WELLFARE

New Study Shows Octopuses Handle Stress Differently from Cows and Pigs

Vigo, 22 May 2025 | The results of the study open up a debate about how octopuses cope with stress and place them on a different level compared to vertebrates

Pulpo vivo acuario

Researchers at the Institute of Marine Research (IIM-CSIC), based in Vigo, have led a study which casts doubt on a commonly used benchmark for assessing stress in animals: the presence of corticosteroids such as cortisol and corticosterone. In the case of the common octopus (Octopus vulgaris), these hormones are entirely absent, indicating that these cephalopods possess fundamentally different physiological mechanisms to vertebrates when it comes to coping with stress.

Published in the American Journal of Physiology, the findings challenge traditional, vertebrate-based models and open up new questions about the welfare of octopuses in aquaculture settings.
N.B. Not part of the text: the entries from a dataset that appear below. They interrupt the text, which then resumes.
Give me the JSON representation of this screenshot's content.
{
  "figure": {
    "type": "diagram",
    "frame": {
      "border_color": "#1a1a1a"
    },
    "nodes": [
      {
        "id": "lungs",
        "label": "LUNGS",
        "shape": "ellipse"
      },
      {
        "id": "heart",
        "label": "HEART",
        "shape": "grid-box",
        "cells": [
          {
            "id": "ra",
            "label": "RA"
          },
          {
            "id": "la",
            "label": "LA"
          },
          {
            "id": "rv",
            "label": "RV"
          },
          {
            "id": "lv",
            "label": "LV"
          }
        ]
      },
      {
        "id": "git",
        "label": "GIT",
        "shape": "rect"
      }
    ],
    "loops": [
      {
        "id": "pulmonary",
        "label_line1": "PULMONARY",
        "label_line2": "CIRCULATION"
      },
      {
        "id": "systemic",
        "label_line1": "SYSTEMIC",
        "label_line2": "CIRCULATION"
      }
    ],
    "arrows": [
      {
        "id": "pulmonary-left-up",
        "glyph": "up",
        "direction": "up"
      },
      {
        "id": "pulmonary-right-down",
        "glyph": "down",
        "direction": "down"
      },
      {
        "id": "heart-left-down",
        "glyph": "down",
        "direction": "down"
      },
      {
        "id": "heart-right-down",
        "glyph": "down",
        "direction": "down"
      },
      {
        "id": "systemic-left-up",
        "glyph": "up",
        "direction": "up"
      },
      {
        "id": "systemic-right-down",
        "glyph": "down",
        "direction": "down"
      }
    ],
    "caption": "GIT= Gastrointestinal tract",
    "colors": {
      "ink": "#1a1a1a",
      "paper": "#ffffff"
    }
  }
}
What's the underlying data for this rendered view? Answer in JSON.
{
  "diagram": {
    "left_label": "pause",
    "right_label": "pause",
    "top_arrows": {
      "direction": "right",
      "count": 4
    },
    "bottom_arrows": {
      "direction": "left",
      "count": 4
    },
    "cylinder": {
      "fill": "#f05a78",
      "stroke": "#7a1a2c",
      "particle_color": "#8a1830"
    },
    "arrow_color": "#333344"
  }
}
The IIM-CSIC team collaborated with the UK’s Centre of Environment, Fisheries and Aquaculture Science (CEFAS), the Pescanova Biomarine Centre in Spain, and the Centre of Marine Sciences of the Algarve, in Portugal. The study was funded by the CSIC and Spain’s Centre for the Development of Industrial Technology (CDTI).

“This species represents a promising candidate for aquaculture diversification, especially across Europe. As interest in octopus farming grows, concerns around animal welfare are naturally following,” said CSIC researcher Josep Rotlant.

In vertebrates, hormone levels are often used as reliable biomarkers for physiological state and animal welfare. The IIM team set out to determine whether the same approach could be applied to octopuses. Using advanced liquid chromatography coupled with mass spectrometry, they confirmed that octopuses do not produce cortisol, corticosterone or cortisone.

“The absence of these compounds in the octopus’s haemolymph supports the evolutionary theory that, as molluscs, they lack a corticosteroid-mediate stress response-fundamentally challenging the vertebrate models traditionally used as a benchmark,” Rotllant explained.

One of the study’s most revealing insights concerns the octopus’s limited ability to adapt to sudden changes in salinity, such as those following heavy rainfall. “This could help explain the recent mass mortality events among octopuses in Galicia’s estuaries, where sudden influxes of freshwater from rainfall caused steep drops in salinity,” the researchers noted.

In animals that do produce cortisol, the hormone plays a vital role in osmotic regulation. The octopus’s lack of this hormonal pathway suggests a reduced capacity for physiological adaptation in such scenarios.

The research also found that although octopuses do not readily absorb cortisol from water, they do show high absorption levels of 17beta-estradiol-a behaviour already observed in other molluscs.

The study’s findings carry important implications for the expanding field of octopus aquaculture, highlighting the need for a deeper understanding of octopus physiology and welfare. They also reinforce the evolutionary gap between invertebrates and vertebrates in terms of hormonal stress regulation-a distinction which may necessitate a rethink of how animal welfare is assessed in aquaculture systems.

The article is titled Studies on cortisol, corticosterone, and 17β-estradiol indicate these steroids have no role in stress or reproduction in the common octopus (Octopus vulgaris) and appears in Volume 328(1) of the American Journal of Physiology – Endocrinology and Metabolism.